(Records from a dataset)
Content starts

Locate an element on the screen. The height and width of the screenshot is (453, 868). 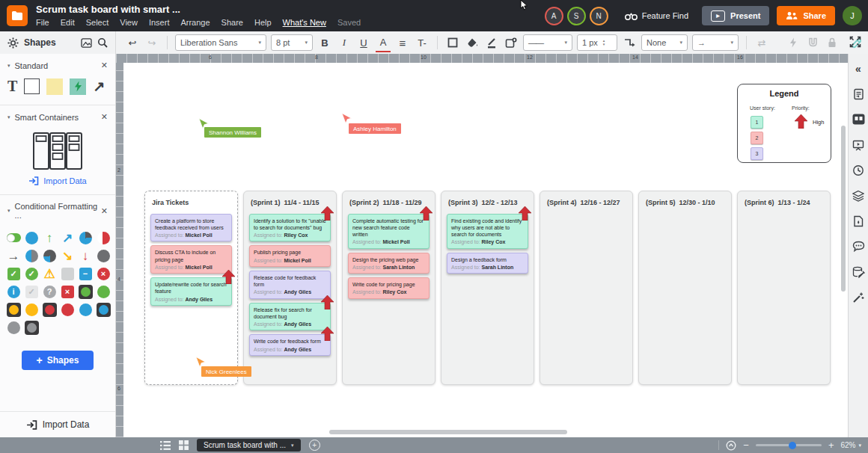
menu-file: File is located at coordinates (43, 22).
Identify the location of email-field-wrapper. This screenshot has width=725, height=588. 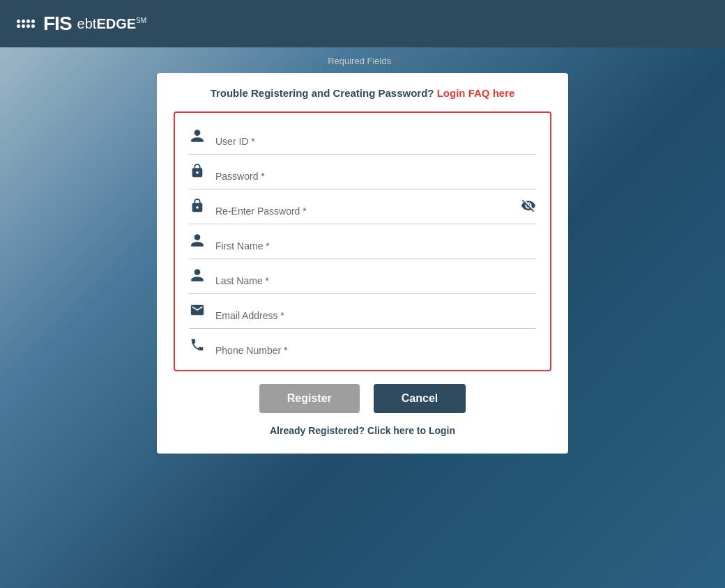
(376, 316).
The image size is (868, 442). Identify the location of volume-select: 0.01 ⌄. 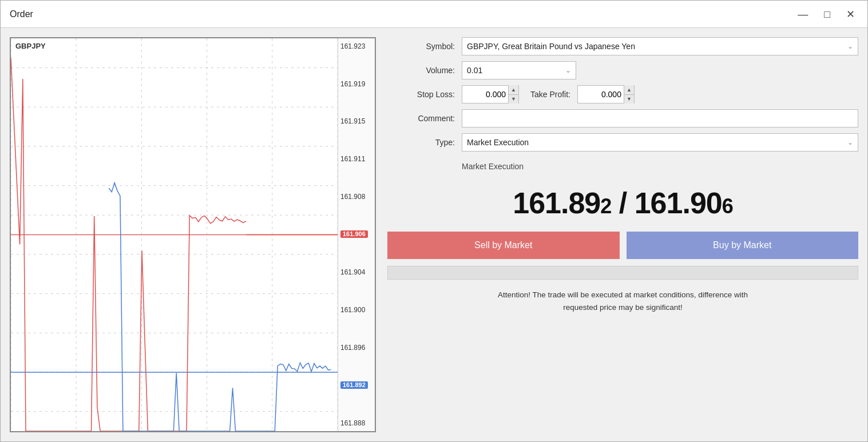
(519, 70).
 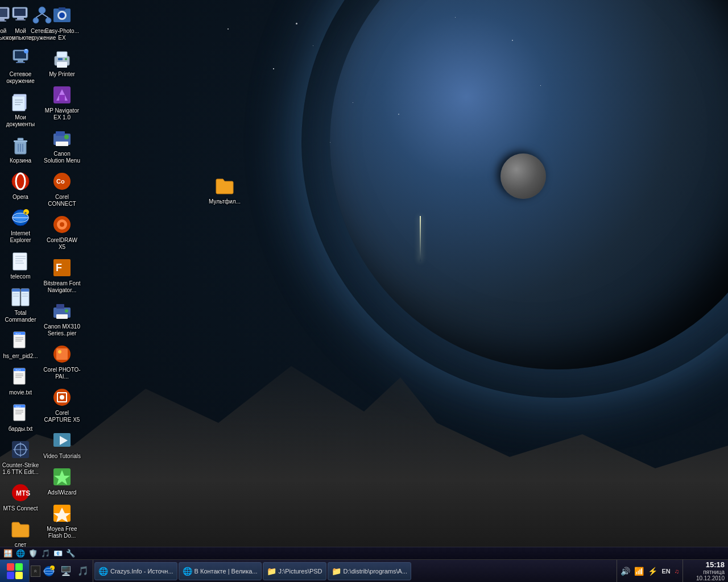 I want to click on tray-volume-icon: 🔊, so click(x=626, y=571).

Content ends

What to produce:
All entries are to be retyped exactly. Omit any embedded images.

Finished exercise:
Locate an element on the screen. The height and width of the screenshot is (453, 868). 
menu-file: File is located at coordinates (43, 22).
Identify the location of email-field-wrapper. This screenshot has width=725, height=588. 
(376, 316).
The image size is (868, 442). Identify the location of volume-select: 0.01 ⌄. 
(519, 70).
  I want to click on tray-volume-icon: 🔊, so click(x=626, y=571).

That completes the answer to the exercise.